Software Update Shuts Down Nuclear Power Plant
Garabito writes "Hatch Nuclear Power Plant near Baxley, Georgia was forced into a 48-hour emergency shutdown when a computer on the plant's business network was rebooted after an engineer installed a software update. The Washington Post reports, 'The computer in question was used to monitor chemical and diagnostic data from one of the facility's primary control systems, and the software update was designed to synchronize data on both systems. According to a report filed with the Nuclear Regulatory Commission, when the updated computer rebooted, it reset the data on the control system, causing safety systems to errantly interpret the lack of data as a drop in water reservoirs that cool the plant's radioactive nuclear fuel rods. As a result, automated safety systems at the plant triggered a shutdown.' Personally, I don't think letting devices on a critical control system accept data values from the business network is a good idea."
I'd rather it shut itself down then suffer major failure.
What exactly do you find frightening about an automatic safety system doing exactly what it's supposed to in response to unusual input?
Secondly the software update did not respect the data in the nuclear control system and synchronized it to new initial data in the update on the other system! Not a good idea. In critical safety systems, you always practice an update before actually doing one.
I have no problem with a computer on the process control subnet reporting information to a computer on the business subnet.
I have a BIG problem with a computer on the business subnet being able to modify and corrupt data in a computer on the process control subnet.
"I can't dump data to the business side" is a reason to make a log entry and maybe sound a minor alarm. It's not a reason to shut down the reactor (unless the data is needed for regulatory compliance and the process control side isn't able to buffer it until the business side is working correctly.)
But if a business subnet computer can tamper with something as critical as a process control machine's idea of the level of coolant in a reservoir, it rings my "design flaw" alarms.
Is it ONLY able to reset it to "empty" as poorly-designed part of a communication restart sequence? Or could it also make the process control machine think the level was nominal when it WAS empty?
IMHO this should be examined more closely. It may have exposed a dangerous flaw in the software design.
Security flaws don't care if they're exercised by mischance or malice. If nothing else, this is a way to Dos a nuclear plant through a breakin on the business side of the net.
Bantam Dominique roosters crow a four-note song. Once you've heard it as "Happy BIRTHday" you can't NOT hear it that way
The problem here is that the system didn't shut down because it detected an error in the data collection system, instead it incorrectly detected a problem that did not in fact exist and then proceeded to take action. While the engineer in me is fairly certain that the system is designed to always fail to a safe state (as in, any automatic emergency response couldn't accidentally make things worse - at least not without raising all sorts of alarms), it is still concerning that internal control systems can be so effected by external servers.
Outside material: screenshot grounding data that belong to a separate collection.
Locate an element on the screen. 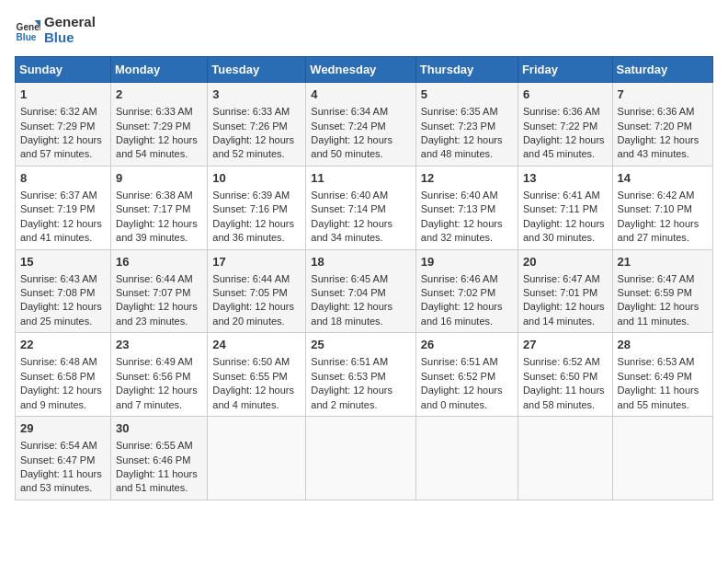 Image resolution: width=728 pixels, height=563 pixels. daylight-label: Daylight: 12 hours and 27 minutes. is located at coordinates (658, 230).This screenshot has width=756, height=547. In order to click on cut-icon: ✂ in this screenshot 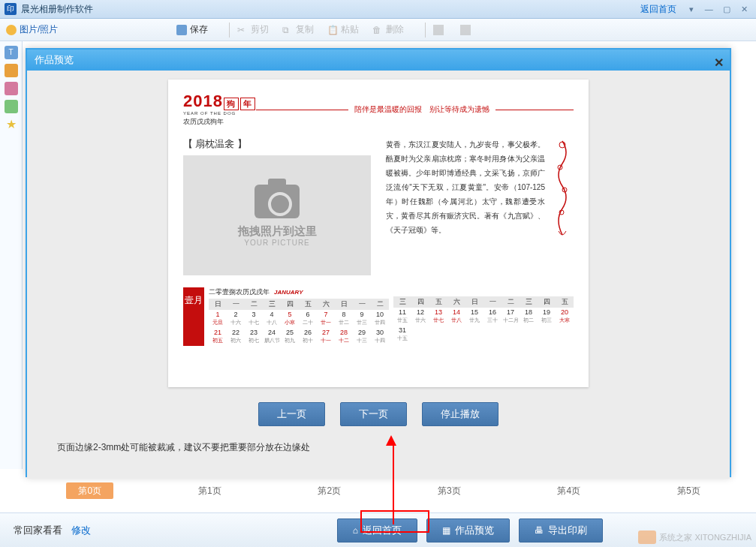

In the article they mention that the system wasn't designed for security (since it was meant to be internal) - but this isn't a security issue at all! Any sort of system that relies upon other systems should be designed to assume failure can and will occur in other systems - that is not to say that it needs to verify/evaluate incoming data to make sure it is "good", but rather that it can tell the difference between receiving data (such as current water levels) and receiving no data at all (system failure). Once it has that it can ideally automatically switch to a backup system, or do what it did here and enter a fail-safe state (the difference being that it does so while pointing out the actual problem and not a incorrectly perceived problem in a different part of the system).
And a shutdown, while incovenient, is not a catastrophe. In fact, it speaks well for the plant's safety that it did automatically shut down when faced with bad data.
India's accelerated thorium idea is also very promising.
The major problem I see with US nuclear power is the assumption that it is a solved problem and almost zero has been spent on R&D for decades. The "new generation" of reactors from Westinghouse and others is little more than 1960's white elephants painted green.
Yeah, so when a sensor breaks and stops sending in data, it'll keep running like usual, with maybe a small error code in the background. Cause, you know, that's how we want nuclear fucking powerplants to work.
I think you're missing the real point, which is that the central safety systems are being fed data from a 'business network'. What would happen if that computer had an issue that caused it to send the same data continuously even when the coolant level had really dropped? WHY are any safety systems receiving data from an insecure network?
It's bad enough that most reactors use regular PC's to do the data collection and reporting, given the security risks posed by such systems (especially if networked), but I never realized they would be so stupid as to feed data in the other direction like this!